Mahler's Das Lied von der Erde is, it is generally agreed, a masterpiece. But the opening song is one of classical music's most notoriously difficult passages for performers, thanks to the torrential density of its orchestration, which can overwhelm even the loudest of heldentenors in the concert hall. Mahler never heard the work live. Would he have revised it, if he had? There are some who believe so, among them Mark Elder, who asked Colin Matthews to rescore the relevant section for a Hallé performance to mark the centenary of Kathleen Ferrier's birth. Purists might be alarmed, but it actually works rather well.
Matthews has Mahler in his system, and this sounds like the real thing rather than pastiche. He retains the raucous original when the orchestra plays alone, but softens the palette whenever Lars Cleveman begins to sing. Matthews also keeps everything well within heldentenor territory; smaller-voiced singers may still, I suspect, have difficulty here. Cleveman, though, is able to roar comfortably at the song's nightmarish climax, rather than vanish into inaudibility.
The more refined sound brings with it a shift in tone, however, replacing existential terror with something more elegiac.

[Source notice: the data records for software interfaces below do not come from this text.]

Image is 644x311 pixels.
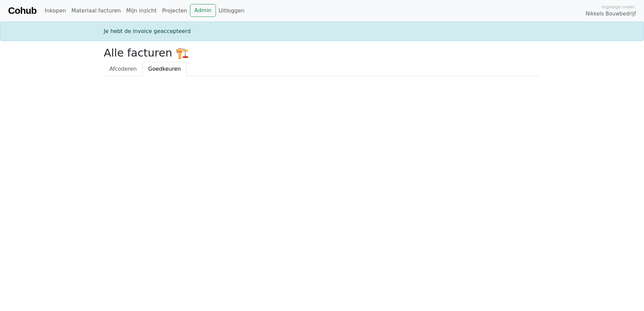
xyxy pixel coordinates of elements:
[8,3,37,19] a: Cohub
[42,4,68,18] a: Inkopen
[104,47,540,59] h2: Alle facturen 🏗️
[585,10,636,18] span: Nikkels Bouwbedrijf
[216,4,247,18] a: Uitloggen
[124,4,159,18] a: Mijn inzicht
[110,65,137,72] span: Afcoderen
[148,65,181,72] span: Goedkeuren
[100,27,544,35] div: Je hebt de invoice geaccepteerd
[190,4,216,17] a: Admin
[601,4,636,10] span: Ingelogd onder:
[104,62,142,76] a: Afcoderen
[69,4,124,18] a: Materiaal facturen
[142,62,187,76] a: Goedkeuren
[159,4,190,18] a: Projecten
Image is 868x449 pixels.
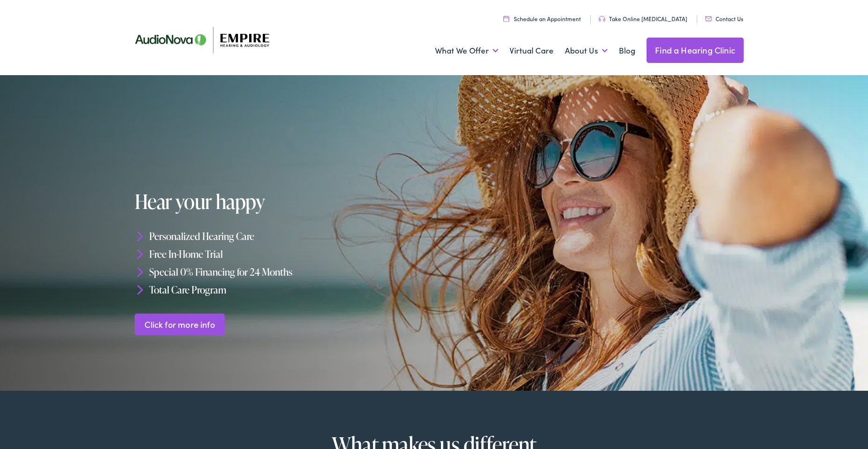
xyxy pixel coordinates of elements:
[706,14,743,22] a: Contact Us
[510,33,554,68] a: Virtual Care
[599,16,605,22] img: utility icon
[135,245,439,263] li: Free In-Home Trial
[618,33,636,68] a: Blog
[135,280,439,298] li: Total Care Program
[599,14,688,22] a: Take Online [MEDICAL_DATA]
[135,227,439,245] li: Personalized Hearing Care
[135,190,420,212] h1: Hear your happy
[504,15,509,22] img: utility icon
[646,38,744,63] a: Find a Hearing Clinic
[565,33,608,68] a: About Us
[435,33,498,68] a: What We Offer
[706,16,712,22] img: utility icon
[504,14,581,22] a: Schedule an Appointment
[135,313,225,335] a: Click for more info
[135,263,439,281] li: Special 0% Financing for 24 Months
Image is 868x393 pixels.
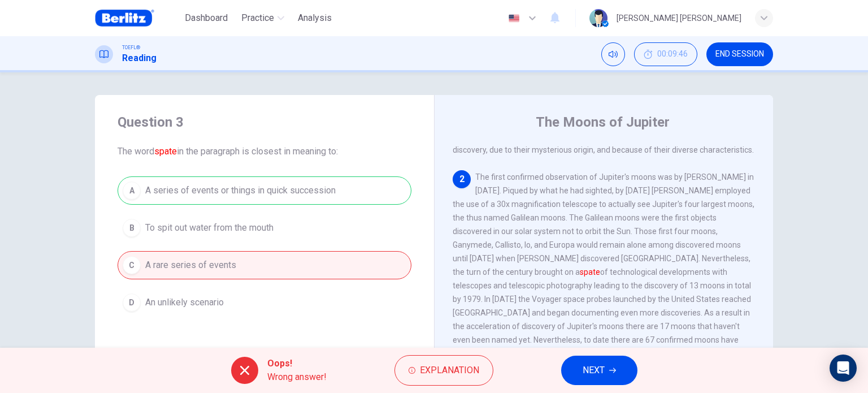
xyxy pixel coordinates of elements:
[634,43,697,66] button: 00:09:46
[616,11,741,25] div: [PERSON_NAME] [PERSON_NAME]
[535,113,670,132] h4: The Moons of Jupiter
[657,50,688,58] span: 00:09:46
[154,146,177,157] font: spate
[118,113,411,132] h4: Question 3
[507,14,521,23] img: en
[180,8,232,28] button: Dashboard
[394,356,494,386] button: Explanation
[122,44,140,51] span: TOEFL®
[293,8,336,28] button: Analysis
[267,370,326,384] span: Wrong answer!
[122,51,157,65] h1: Reading
[267,356,326,370] span: Oops!
[453,170,471,188] div: 2
[118,145,411,159] span: The word in the paragraph is closest in meaning to:
[716,50,764,58] span: END SESSION
[580,268,600,276] font: spate
[706,43,773,66] button: END SESSION
[561,356,637,385] button: NEXT
[298,11,332,25] span: Analysis
[237,8,289,28] button: Practice
[420,363,479,378] span: Explanation
[634,43,697,66] div: Hide
[95,7,154,30] img: Berlitz Brasil logo
[601,43,625,66] div: Mute
[453,173,754,358] span: The first confirmed observation of Jupiter's moons was by [PERSON_NAME] in [DATE]. Piqued by what...
[582,363,604,378] span: NEXT
[589,9,608,27] img: Profile picture
[241,11,274,25] span: Practice
[95,7,180,30] a: Berlitz Brasil logo
[830,355,857,382] div: Open Intercom Messenger
[185,11,228,25] span: Dashboard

This accords with Elder's reflective reading of the work as a whole, but might not work so well in more volatile interpretations. The Hallé did some exceptional things with it throughout – the woodwind solos in the final Abschied were particularly eloquent and unnerving. Alice Coote, who is tremendous in this work, was the mezzo soloist, living out the music with restrained but noble intensity. It was prefaced by Mozart's 40th Symphony, moodily done, with Elder allowing himself, and us, the luxury of every single repeat marked in the score.